Paul London provides us with a different perspective on this issue. (The Competition Solution: The Bipartisan Secret Behind American Prosperity by Paul A. London, 2005, (ISBN 0-8447-4204-X). He chronicles what happened in the United States as we deregulated major segments of our economy. The effects of deregulation are substantially the opposite of the effects of regulation, so if we look at the effects of deregulation, we can get a good idea of what the relevant regulations have cost us and how they have benefited us.
Mr. London examines the causes and effects of deregulation in the auto industry, the steel industry, telecommunications, air travel, freight carriage, and finance, among others. He points out that in every case, deregulation was the result of complimentary activities of entrepreneurs and politicians. The vision of the entrepreneurs was of new products and new processes displacing the old; the vision of the politicians was of a better life for their constituents, the consumers. Both groups saw increased competition as the vehicle for success. And they were right.
Consider your own experiences with the deregulation of telecommunications. Ordering an additional telephone for your home or business used to require a call to the carrier to place the order, and one decision: what color. Now, your choices – and your tasks and decisions – have increased almost beyond belief: not only color and other features of the instrument but also what services you will get from your carrier (caller ID, etc,) And by the way, what carrier you will use. But overall, your costs are less and you have a much wider range of capabilities to use to enhance your business or your life.
Or think about air travel. In place of the old single price on one or two carriers, you now have a variety of prices on each carrier as well as a much wider choice of carriers. So you must now either search the Web for the best deal or hire an intermediary (Orbitz or Travelocity) to search and negotiate on your behalf. But the prices are dramatically less.
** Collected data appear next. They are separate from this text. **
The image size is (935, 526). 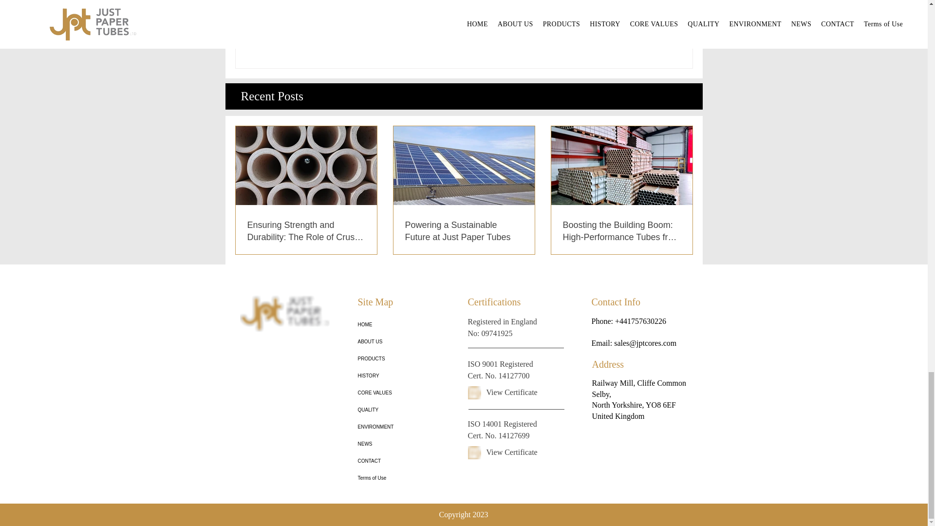 I want to click on Powering a Sustainable Future at Just Paper Tubes, so click(x=464, y=231).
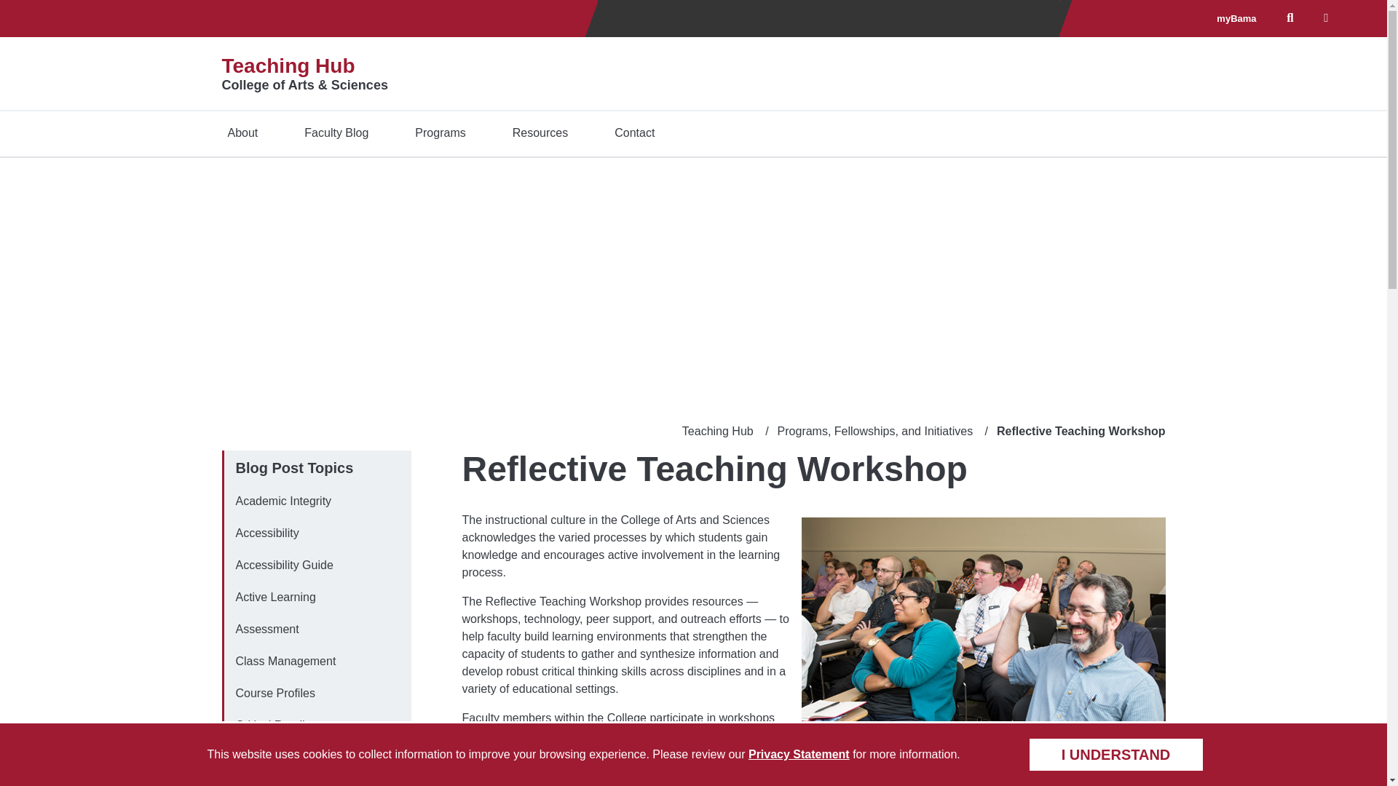  I want to click on Programs, so click(440, 132).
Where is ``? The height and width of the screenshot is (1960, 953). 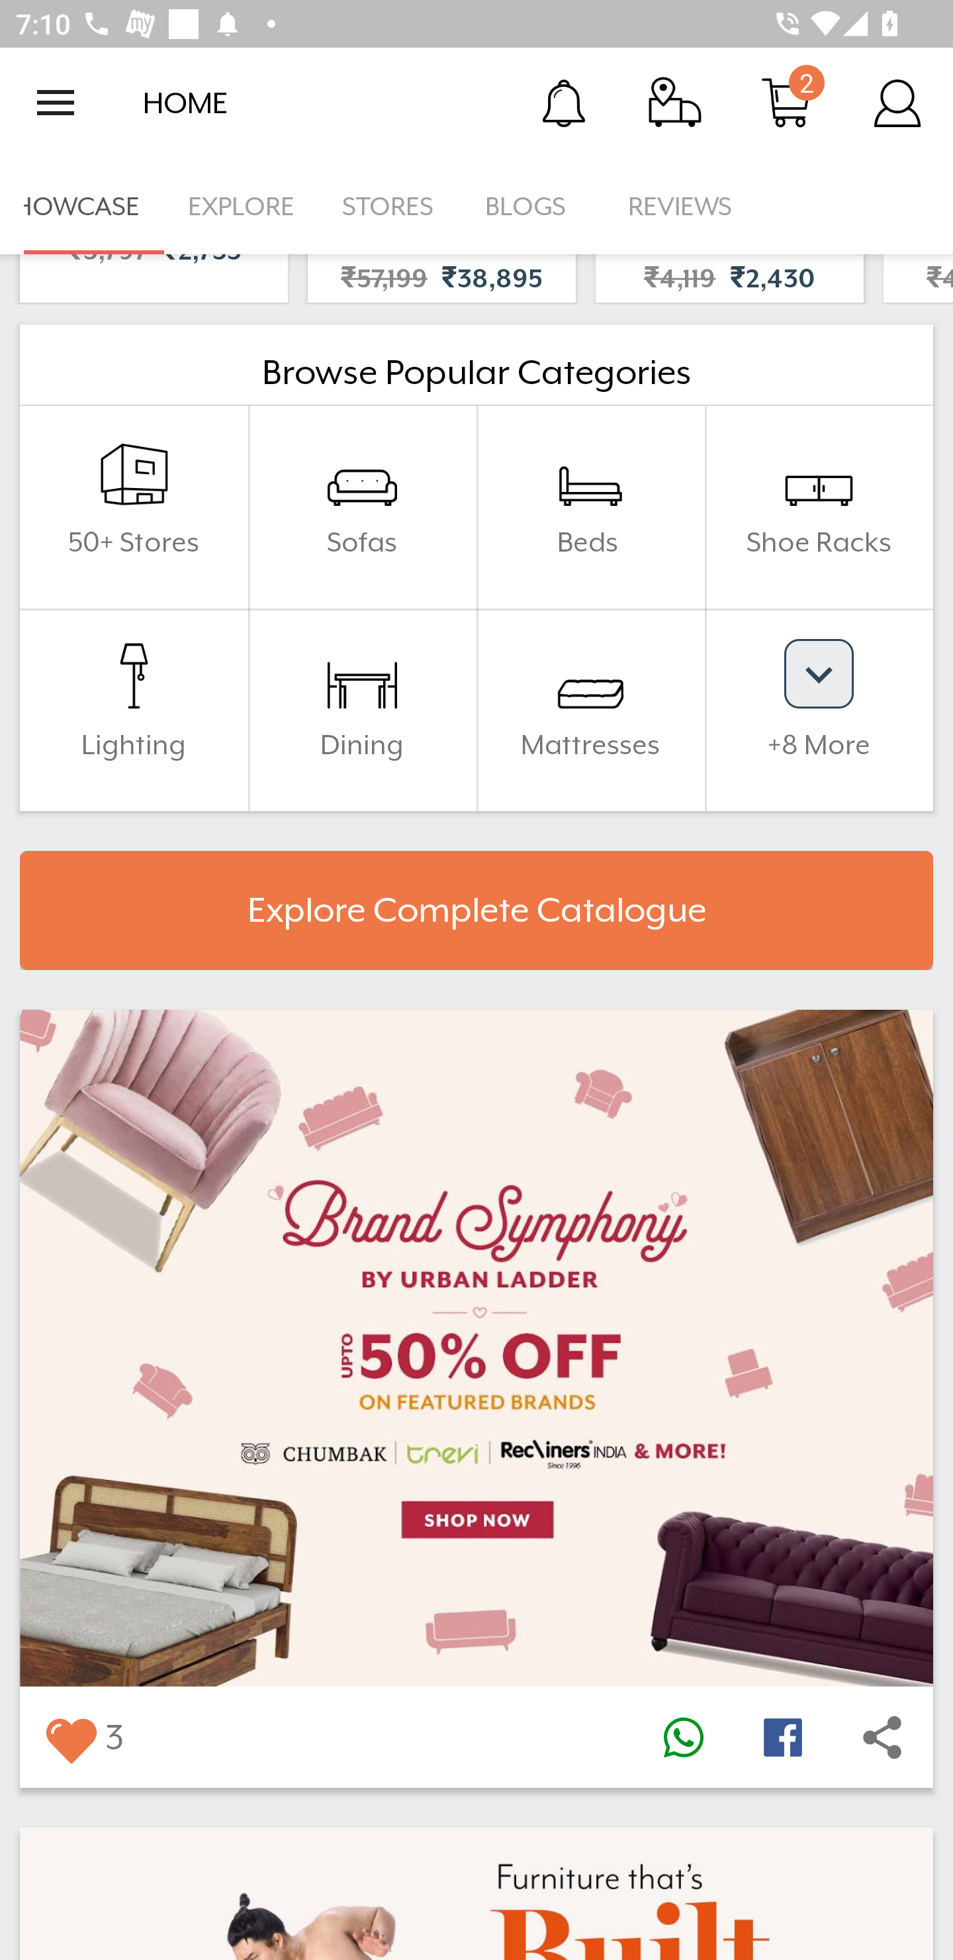
 is located at coordinates (783, 1738).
In every case the results of deregulation and/or de-monopolization have been the same: short term chaos in the market place as new products were introduced, new opportunities for consumers, new requirements on consumers to understand and take advantage of the changes, lower prices made possible by lower costs of producers,
This, then, is what regulation costs. Higher prices, fewer service options, less innovation. Is it worth it to (try to) stop the bad guys from doing bad things? Perhaps, but let’s not rush into regulation without taking account of these very real costs.